Jane blurted out: “I hate her.”
“Who?” His tone was surprised. “Olive Kitteridge?”
“Of course not Olive Kitteridge. Why would I hate her? Donna Granger. I hate her. There’s something creepy about her. Smug. Your bunny rabbits [she had said]. I hate her.” Jane actually stamped a foot against the floor of the car. (pp. 134-135).
Some schools of creative writing would have one talk all around an emotion, but never name it. Strout is not afraid to name an emotion, or to allow the inchoate texture of the emotion to suffuse the moment before doing so. She is also extremely good at portraying emotions about emotions. Shades of schadenfreude feature in several of these stories, and it is in her handling of this multi-faceted emotion that Strout’s skill shines. When Olive, whose life has recently taken some very difficult turns, attends the wake of the town’s grocer, she is sitting and half-listening to the conversations, and gazing at Marlene, the grocer's widow.
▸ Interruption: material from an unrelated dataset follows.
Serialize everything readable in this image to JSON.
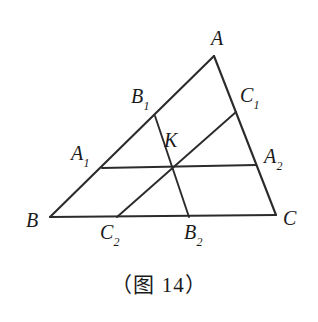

And Olive, watching all this, feels – what? Jealousy? No, you don’t feel jealous of a woman whose husband has been lost. But an unreachability, that’s how she’d put it. This plump, kind-natured woman sitting on the couch surrounded by children, her cousin, friends – she is unreachable to Olive. Olive is aware of the disappointment this brings. Because why, after all, did she come here today? Not just because Henry would have said to go to Ed Bonney’s funeral. No, she came here hoping that in the presence of someone else’s sorrow, a tiny crack of light would somehow come through her own dark encasement. (pp. 171-172).What we find again and again in these stories is an unrelenting honesty about emotions: what they look like in others, what they look like in ourselves. Alain De Botton, in his engaging book How Proust Can Change Your Life, quotes Proust in the chapter entitled “How to Express Your Emotions,” which is also very much about how to really feel one’s emotions in the first place: “Our vanity, our passions, our spirit of imitation, our abstract intelligence, our habits have long been at work, and it is the task of art to undo this work of theirs, making us travel back in the direction from which we have come to the depths where what has really existed lies unknown within us” (p. 103). Elizabeth Strout’s take on the civilizing forces on emotions and the real discontent that ensues is resonant of Proust. In an interview with Tom Ashbrook, host of NPR’s “On Point,” Strout expressed herself quite passionately on this question, and I conclude here with her words:
I think that from a very young age, we are taught to use language in a distorted way, and therefore our feelings are distorted. For example, if a little child says, in anger or frustration, “I hate my brother!” then of course the mother says, “You do not hate your brother.” And I’m not saying that she shouldn’t be admonishing the child. We are trying to live in a civilized way. But what I am saying is that this happens again and again, for years and years and years, until our feelings that we have expressed at a young age in their most primitive form, they have been retaught...and I think what happens is that we end up not really knowing what we feel sometimes, and not really knowing our emotions, and therefore not being able to be fully compassionate to somebody else, because if we don’t know what we’re feeling, then we’re going to have trouble knowing what somebody else is feeling. So I really do think that we go to fiction or poetry or literature to find that sentence that’s either muscular enough or felicitous enough to return us to the truthfulness and clarity of what we did once know about human emotions in ourselves and then in other people.
2 comments:
Thanks very much, Rebecca ... I did not know about Elizabeth Strout. I'll go and buy her book right away.
I think you'll like it, Keith. It's easily one of the finest works of fiction I've read in the past ten years. Enjoy!